Just as she was passing the faerie clearing, she heard a man’s voice say “Ow” in a matter-of-fact way that caught her attention. She stopped short. Had he heard her? Who in God’s name would be in that ring? Nobody she knew, certainly, which was everyone who lived in Glencoe, for the wee folk were treacherous and not to be trusted. Deeply curious, she stepped down a narrow side trail and between the fronds of some bracken to look, and her breath caught.
It wasn’t just a man, but a skyclad one, sitting square in the middle of the ring, looking about as if he’d lost his way. She tried to duck back into the forest, but too late. He caught sight of her, smiled, and called out.
“Hey!”
She paused. Hay? “Oats to you, then,” she replied, also in English, and adjusted the plaid over her shoulders. Whatever a Sasunnach could be doing this far into the glen all alone, and naked as well, she couldn’t fathom. If Father or Dùghall were here the man would certainly not be smiling like that.

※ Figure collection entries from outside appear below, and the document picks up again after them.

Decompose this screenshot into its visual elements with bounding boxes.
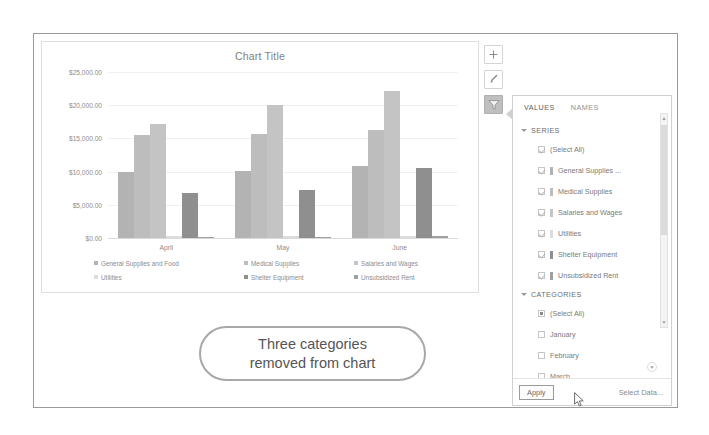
filter-option-row[interactable]: Salaries and Wages [513, 202, 671, 223]
scroll-more-button[interactable]: ▼ [647, 362, 657, 372]
y-axis-tick-label: $15,000.00 [69, 135, 102, 142]
plot-area: $25,000.00$20,000.00$15,000.00$10,000.00… [108, 72, 458, 238]
filter-option-label: Unsubsidized Rent [558, 271, 618, 280]
bar[interactable] [235, 171, 251, 238]
panel-tab-names[interactable]: NAMES [571, 103, 599, 112]
bar-group[interactable]: June [341, 72, 458, 238]
section-header-categories[interactable]: CATEGORIES [513, 286, 671, 303]
filter-option-row[interactable]: Medical Supplies [513, 181, 671, 202]
filter-option-row[interactable]: General Supplies ... [513, 160, 671, 181]
filter-option-row[interactable]: Shelter Equipment [513, 244, 671, 265]
bar-group[interactable]: April [108, 72, 225, 238]
legend-item[interactable]: Unsubsidized Rent [354, 270, 434, 284]
y-axis-tick-label: $5,000.00 [73, 201, 102, 208]
callout-line-2: removed from chart [250, 354, 376, 373]
filter-option-row[interactable]: (Select All) [513, 303, 671, 324]
chart-filters-panel[interactable]: VALUESNAMES SERIES(Select All)General Su… [512, 95, 672, 406]
legend-item[interactable]: Shelter Equipment [244, 270, 354, 284]
checkbox[interactable] [538, 209, 545, 216]
legend-item[interactable]: Medical Supplies [244, 256, 354, 270]
bar-group[interactable]: May [225, 72, 342, 238]
filter-option-row[interactable]: Utilities [513, 223, 671, 244]
legend-label: General Supplies and Food [101, 260, 179, 267]
bar[interactable] [283, 236, 299, 238]
chart-filters-button[interactable] [484, 95, 503, 114]
filter-option-label: February [550, 351, 579, 360]
bar[interactable] [198, 237, 214, 238]
callout-line-1: Three categories [258, 335, 367, 354]
series-color-swatch-icon [550, 209, 553, 217]
paintbrush-icon [488, 74, 499, 85]
panel-footer: Apply Select Data... [513, 378, 671, 405]
filter-option-label: Medical Supplies [558, 187, 612, 196]
bar[interactable] [251, 134, 267, 238]
legend-swatch-icon [354, 261, 358, 265]
filter-option-label: Utilities [558, 229, 581, 238]
checkbox[interactable] [538, 251, 545, 258]
bar[interactable] [166, 236, 182, 238]
x-axis-category-label: June [341, 244, 458, 251]
bar[interactable] [182, 193, 198, 238]
panel-tab-values[interactable]: VALUES [524, 103, 555, 112]
checkbox[interactable] [538, 352, 545, 359]
select-data-link[interactable]: Select Data... [619, 388, 663, 397]
document-page: Chart Title $25,000.00$20,000.00$15,000.… [33, 33, 678, 408]
series-color-swatch-icon [550, 251, 553, 259]
bar[interactable] [299, 190, 315, 238]
filter-option-label: (Select All) [550, 145, 584, 154]
chart-legend[interactable]: General Supplies and FoodMedical Supplie… [94, 256, 434, 284]
bar[interactable] [416, 168, 432, 238]
y-axis-tick-label: $20,000.00 [69, 102, 102, 109]
chart-title[interactable]: Chart Title [42, 50, 478, 62]
panel-body: SERIES(Select All)General Supplies ...Me… [513, 122, 671, 378]
chart-elements-button[interactable] [484, 45, 503, 64]
legend-label: Shelter Equipment [251, 274, 304, 281]
checkbox[interactable] [538, 310, 545, 317]
bar[interactable] [368, 130, 384, 238]
bar[interactable] [134, 135, 150, 238]
bar[interactable] [118, 172, 134, 238]
filter-option-row[interactable]: (Select All) [513, 139, 671, 160]
scroll-down-arrow[interactable]: ▼ [661, 319, 667, 326]
legend-label: Unsubsidized Rent [361, 274, 415, 281]
legend-item[interactable]: General Supplies and Food [94, 256, 244, 270]
filter-option-label: (Select All) [550, 309, 584, 318]
bar[interactable] [315, 237, 331, 238]
checkbox[interactable] [538, 230, 545, 237]
scroll-up-arrow[interactable]: ▲ [661, 115, 667, 122]
legend-item[interactable]: Utilities [94, 270, 244, 284]
chart-object[interactable]: Chart Title $25,000.00$20,000.00$15,000.… [41, 41, 479, 293]
panel-scrollbar[interactable]: ▲ ▼ [660, 113, 668, 328]
chart-styles-button[interactable] [484, 70, 503, 89]
bar[interactable] [400, 236, 416, 238]
checkbox[interactable] [538, 331, 545, 338]
bar[interactable] [384, 91, 400, 238]
bar[interactable] [267, 105, 283, 238]
legend-swatch-icon [354, 275, 358, 279]
section-header-series[interactable]: SERIES [513, 122, 671, 139]
bar[interactable] [150, 124, 166, 238]
checkbox[interactable] [538, 167, 545, 174]
filter-option-row[interactable]: Unsubsidized Rent [513, 265, 671, 286]
gridline [108, 238, 458, 239]
legend-item[interactable]: Salaries and Wages [354, 256, 434, 270]
panel-tabs: VALUESNAMES [513, 96, 671, 116]
apply-button[interactable]: Apply [519, 385, 554, 400]
y-axis-tick-label: $10,000.00 [69, 168, 102, 175]
scrollbar-thumb[interactable] [661, 125, 667, 235]
expand-triangle-icon [521, 293, 527, 296]
legend-swatch-icon [94, 275, 98, 279]
funnel-icon [488, 99, 500, 111]
filter-option-label: January [550, 330, 576, 339]
bar[interactable] [432, 236, 448, 238]
checkbox[interactable] [538, 146, 545, 153]
filter-option-row[interactable]: January [513, 324, 671, 345]
annotation-callout: Three categories removed from chart [199, 326, 426, 381]
bar[interactable] [352, 166, 368, 238]
plus-icon [489, 50, 498, 59]
filter-option-label: Shelter Equipment [558, 250, 617, 259]
y-axis-tick-label: $25,000.00 [69, 69, 102, 76]
legend-swatch-icon [94, 261, 98, 265]
checkbox[interactable] [538, 188, 545, 195]
checkbox[interactable] [538, 272, 545, 279]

Her words gave him a puzzled frown as he pulled in his knees so she could no longer see his private bits. Not that they weren’t anything she hadn’t seen
every day of her life since her brother was born. He sat, folded like that with his knees under his chin, looking as if he didn’t wish to move.
She said, “Have I interrupted a ritual, then?”
“I beg your pardon?” The smile came to his face again, and in spite of his violent shivering she realized he was quite handsome. His teeth were the whitest she’d ever seen in anyone over the age of ten, and his mouth wider than any man of any age thereabouts. Perhaps it was just as well Father and Dùghall weren’t near, for they would chase him away and she figured she wouldn’t care for that.
“With ye all skyclad there, I expect you might be communing with the wee folk.”
The man’s eyes shut for a moment, then he looked at her again. He was shaking like a newborn calf in snow, and even paling with a cold that for most men would have only pinked their cheeks. “No, I don’t do that.”
“Have ye been robbed?” Unlikely in this spot, unless it were the faerie folk playing tricks again.
The fellow hesitated, then nodded. He didn’t seem all too certain what had happened, and she thought he might have taken a blow to the head. He bore no other marks, so that seemed likely.
“Och, you poor man,” she said. She removed her plaid from her shoulders and went to him with it. “Here, take my plaid and cover yourself. Who was it robbed you? If it was Calum’s boys, I’ll have your things back myself. Was it them as robbed you?”
“I... uh, I wouldn’t know. I’m a stranger here.” He rose and accepted the plaid, in his shivering fumbling with the heavy length of brown and green wool until he finally worked out that he should secure one end of it around his waist. Then he threw the remainder of the wool over his shoulders and wrapped it around himself like swaddling. The day wasn’t so cold as that, and it was puzzling to see him tremble.
A chuckle rose from her. “Of course, you’re a stranger. I’ve lived here all my life and never seen you before. And even if not for that, your speech would give you away as a Sasunnach.”